Anita Cochran Launches Fresh Six-String Attack With Second Album

Her new album, Anita, features some swell guitar sounds, a fact Anita Cochran credits partly to the acquisition of a certain butterscotch-colored '69 Fender Telecaster.

Cochran can talk guitars. She got her first at age 3. Her father gave her a Martin D-35 acoustic when she was 5. She found the '69 Telecaster on a recent visit to Elderly Instruments in Lansing, Mich. She was searching for a D-35 similar to the one her father had given her all those years ago, hoping to present it to him as a kind of "thank-you" present on Father's Day.

While in the store, she picked up the Telecaster and knew, immediately, that she had found a friend.

"It's the guitar I've been looking for for a long time," Cochran says during an interview at Warner Bros. Records' offices on Music Row. "It's beat-up, got some dings in it, but it sounds great and it plays great."

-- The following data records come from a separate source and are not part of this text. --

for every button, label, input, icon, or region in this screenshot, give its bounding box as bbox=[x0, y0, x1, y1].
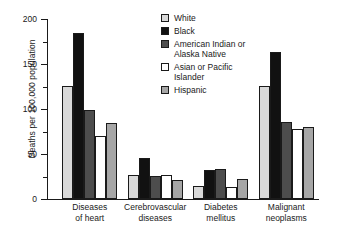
y-tick-label: 100 bbox=[23, 105, 37, 114]
bar bbox=[204, 170, 215, 199]
x-tick-label: Diabetesmellitus bbox=[188, 202, 254, 223]
y-axis-title: Deaths per 100,000 population bbox=[27, 4, 37, 194]
bar bbox=[237, 179, 248, 199]
bar bbox=[226, 187, 237, 199]
legend-label: Hispanic bbox=[174, 85, 207, 95]
bar bbox=[292, 129, 303, 199]
legend-label: American Indian or Alaska Native bbox=[174, 39, 245, 59]
bar bbox=[128, 175, 139, 199]
bar bbox=[106, 123, 117, 200]
y-tick-label: 150 bbox=[23, 60, 37, 69]
bar-chart-figure: Deaths per 100,000 population 0501001502… bbox=[0, 0, 340, 234]
x-axis-baseline bbox=[47, 199, 319, 200]
y-tick-label: 0 bbox=[32, 195, 37, 204]
legend-item: Asian or Pacific Islander bbox=[161, 62, 337, 82]
legend-item: American Indian or Alaska Native bbox=[161, 39, 337, 59]
bar bbox=[95, 136, 106, 199]
x-axis-tick-labels: Diseasesof heartCerebrovasculardiseasesD… bbox=[57, 202, 319, 223]
y-tick-label: 200 bbox=[23, 15, 37, 24]
bar bbox=[259, 86, 270, 199]
y-tick-label: 50 bbox=[28, 150, 37, 159]
legend-swatch-icon bbox=[161, 27, 169, 35]
legend-swatch-icon bbox=[161, 40, 169, 48]
chart-legend: WhiteBlackAmerican Indian or Alaska Nati… bbox=[161, 13, 337, 98]
bar bbox=[150, 176, 161, 199]
bar bbox=[84, 110, 95, 199]
bar bbox=[193, 186, 204, 200]
y-tick-minor bbox=[43, 132, 47, 133]
legend-swatch-icon bbox=[161, 86, 169, 94]
bar bbox=[281, 122, 292, 199]
y-axis-spine bbox=[47, 19, 48, 200]
legend-item: Black bbox=[161, 26, 337, 36]
bar bbox=[62, 86, 73, 199]
legend-swatch-icon bbox=[161, 14, 169, 22]
legend-item: White bbox=[161, 13, 337, 23]
bar bbox=[215, 169, 226, 199]
y-tick-major bbox=[41, 109, 47, 110]
bar bbox=[73, 33, 84, 200]
bar bbox=[161, 175, 172, 199]
legend-label: White bbox=[174, 13, 196, 23]
legend-label: Black bbox=[174, 26, 195, 36]
y-tick-minor bbox=[43, 177, 47, 178]
y-tick-major bbox=[41, 64, 47, 65]
bar bbox=[172, 180, 183, 199]
legend-swatch-icon bbox=[161, 63, 169, 71]
bar-group bbox=[57, 19, 123, 199]
bar bbox=[139, 158, 150, 199]
bar bbox=[303, 127, 314, 199]
x-tick-label: Diseasesof heart bbox=[57, 202, 123, 223]
legend-item: Hispanic bbox=[161, 85, 337, 95]
y-tick-minor bbox=[43, 42, 47, 43]
y-tick-major bbox=[41, 199, 47, 200]
y-tick-major bbox=[41, 19, 47, 20]
y-tick-minor bbox=[43, 87, 47, 88]
x-tick-label: Malignantneoplasms bbox=[254, 202, 320, 223]
y-tick-major bbox=[41, 154, 47, 155]
legend-label: Asian or Pacific Islander bbox=[174, 62, 233, 82]
x-tick-label: Cerebrovasculardiseases bbox=[123, 202, 189, 223]
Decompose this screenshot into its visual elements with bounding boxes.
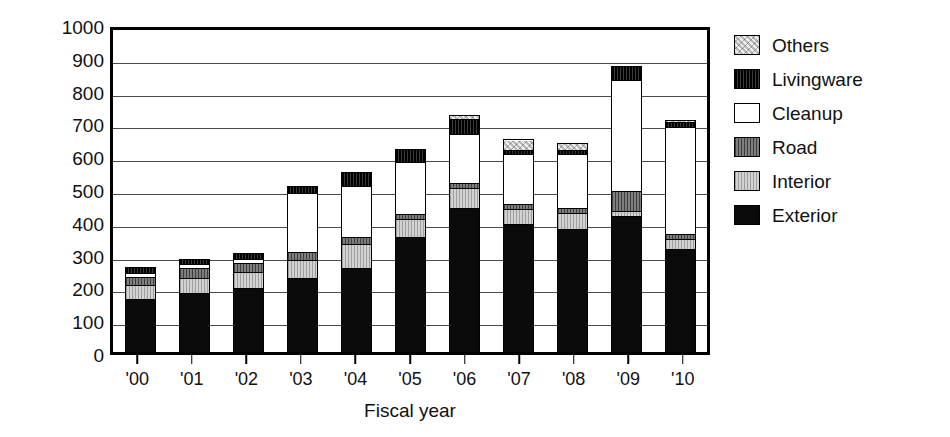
bar-column[interactable]	[167, 30, 221, 352]
stacked-bar[interactable]	[612, 67, 641, 352]
legend-item-road[interactable]: Road	[734, 130, 944, 164]
bar-column[interactable]	[113, 30, 167, 352]
bar-segment-interior[interactable]	[450, 188, 479, 208]
bar-column[interactable]	[599, 30, 653, 352]
bar-segment-interior[interactable]	[342, 244, 371, 269]
bar-series-group	[113, 30, 707, 352]
stacked-bar[interactable]	[558, 144, 587, 352]
x-axis-tick-label: '03	[274, 366, 329, 392]
bar-segment-others[interactable]	[504, 141, 533, 151]
stacked-bar[interactable]	[234, 254, 263, 352]
bar-segment-exterior[interactable]	[126, 299, 155, 352]
bar-segment-exterior[interactable]	[666, 249, 695, 352]
bar-segment-exterior[interactable]	[234, 288, 263, 352]
legend-item-others[interactable]: Others	[734, 28, 944, 62]
legend-swatch-exterior-icon	[734, 205, 760, 225]
y-axis-tick-label: 0	[46, 346, 104, 365]
bar-segment-road[interactable]	[234, 263, 263, 271]
bar-segment-interior[interactable]	[288, 260, 317, 278]
y-axis-tick-label: 500	[46, 182, 104, 201]
bar-segment-road[interactable]	[288, 252, 317, 260]
x-axis-tick-labels: '00'01'02'03'04'05'06'07'08'09'10	[110, 366, 710, 392]
bar-segment-cleanup[interactable]	[288, 193, 317, 252]
chart-figure: 100 million yen 100090080070060050040030…	[0, 0, 950, 437]
bar-segment-exterior[interactable]	[612, 216, 641, 352]
x-axis-title: Fiscal year	[110, 398, 710, 424]
x-axis-tick	[191, 355, 193, 364]
bar-segment-cleanup[interactable]	[666, 127, 695, 234]
legend-item-interior[interactable]: Interior	[734, 164, 944, 198]
bar-column[interactable]	[437, 30, 491, 352]
stacked-bar[interactable]	[450, 116, 479, 352]
plot-area	[110, 27, 710, 355]
stacked-bar[interactable]	[504, 140, 533, 352]
legend-label: Others	[772, 36, 829, 55]
x-axis-tick	[300, 355, 302, 364]
bar-segment-road[interactable]	[612, 191, 641, 211]
bar-segment-exterior[interactable]	[180, 293, 209, 352]
bar-segment-interior[interactable]	[234, 272, 263, 288]
bar-segment-livingware[interactable]	[342, 173, 371, 186]
bar-segment-cleanup[interactable]	[450, 134, 479, 183]
bar-segment-cleanup[interactable]	[558, 154, 587, 208]
bar-segment-exterior[interactable]	[558, 229, 587, 352]
legend-item-cleanup[interactable]: Cleanup	[734, 96, 944, 130]
x-axis-tick	[518, 355, 520, 364]
bar-segment-cleanup[interactable]	[504, 154, 533, 205]
y-axis-tick-label: 300	[46, 247, 104, 266]
x-axis-tick-label: '02	[219, 366, 274, 392]
bar-column[interactable]	[221, 30, 275, 352]
x-axis-tick-label: '06	[437, 366, 492, 392]
bar-column[interactable]	[491, 30, 545, 352]
legend-label: Road	[772, 138, 817, 157]
stacked-bar[interactable]	[342, 173, 371, 352]
bar-segment-cleanup[interactable]	[396, 162, 425, 214]
bar-segment-exterior[interactable]	[396, 237, 425, 352]
bar-segment-interior[interactable]	[180, 278, 209, 293]
bar-column[interactable]	[275, 30, 329, 352]
bar-segment-cleanup[interactable]	[612, 80, 641, 192]
bar-column[interactable]	[383, 30, 437, 352]
y-axis-tick-label: 800	[46, 83, 104, 102]
bar-segment-exterior[interactable]	[504, 224, 533, 352]
x-axis-tick	[409, 355, 411, 364]
legend-item-livingware[interactable]: Livingware	[734, 62, 944, 96]
stacked-bar[interactable]	[126, 268, 155, 352]
bar-segment-road[interactable]	[126, 277, 155, 285]
legend-label: Cleanup	[772, 104, 843, 123]
x-axis-tick	[573, 355, 575, 364]
bar-segment-livingware[interactable]	[396, 150, 425, 161]
bar-column[interactable]	[329, 30, 383, 352]
bar-segment-interior[interactable]	[396, 219, 425, 237]
bar-segment-livingware[interactable]	[612, 67, 641, 80]
y-axis-tick-labels: 10009008007006005004003002001000	[46, 27, 104, 355]
bar-column[interactable]	[653, 30, 707, 352]
bar-segment-interior[interactable]	[126, 285, 155, 299]
stacked-bar[interactable]	[180, 260, 209, 352]
bar-segment-interior[interactable]	[504, 209, 533, 224]
legend-swatch-interior-icon	[734, 171, 760, 191]
bar-segment-exterior[interactable]	[288, 278, 317, 352]
legend-item-exterior[interactable]: Exterior	[734, 198, 944, 232]
y-axis-tick-label: 700	[46, 116, 104, 135]
x-axis-tick-label: '01	[165, 366, 220, 392]
bar-segment-exterior[interactable]	[450, 208, 479, 352]
bar-segment-interior[interactable]	[666, 239, 695, 249]
bar-column[interactable]	[545, 30, 599, 352]
y-axis-tick-label: 600	[46, 149, 104, 168]
bar-segment-road[interactable]	[180, 268, 209, 278]
legend-label: Livingware	[772, 70, 863, 89]
stacked-bar[interactable]	[288, 187, 317, 352]
stacked-bar[interactable]	[666, 121, 695, 352]
legend-swatch-others-icon	[734, 35, 760, 55]
bar-segment-interior[interactable]	[558, 213, 587, 229]
x-axis-tick	[355, 355, 357, 364]
x-axis-tick	[627, 355, 629, 364]
stacked-bar[interactable]	[396, 150, 425, 352]
legend-swatch-livingware-icon	[734, 69, 760, 89]
bar-segment-cleanup[interactable]	[342, 186, 371, 237]
x-axis-tick	[246, 355, 248, 364]
x-axis-tick-label: '04	[328, 366, 383, 392]
bar-segment-exterior[interactable]	[342, 268, 371, 352]
bar-segment-livingware[interactable]	[450, 119, 479, 134]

Cochran plays almost all of the guitar solos -- acoustic and electric -- on Anita, her second CD for Warner Bros. and the follow-up to her 1997 debut, Back to You. Only on "Let the Guitar Do the Talking" does she yield the instrumental spotlight, briefly, to young blues titan Kenny Wayne Shepherd. She's playing more guitar this time around than on the first album, favoring, she points out, a natural set-up of guitar, pedals and amp without digital effects. "Let the Guitar Do the Talking" and "God Created Woman" (a bluesy duet with Wynonna) feature long guitar codas, giving her an opportunity to stretch out some at the end. On the romantic "Thanks for Reading My Mind," Cochran takes an acoustic solo.

"Let the Guitar Do the Talking," written by Kelly Garrett and Craig Wiseman, might as well be a page from her own autobiography, Cochran says. When she was a child prodigy, she had to play her instrument to make believers out of club patrons. And when she went on tour to support her first album, it was not uncommon to encounter skeptics -- including some sound technicians -- who doubted a woman could play well enough to handle the lead parts.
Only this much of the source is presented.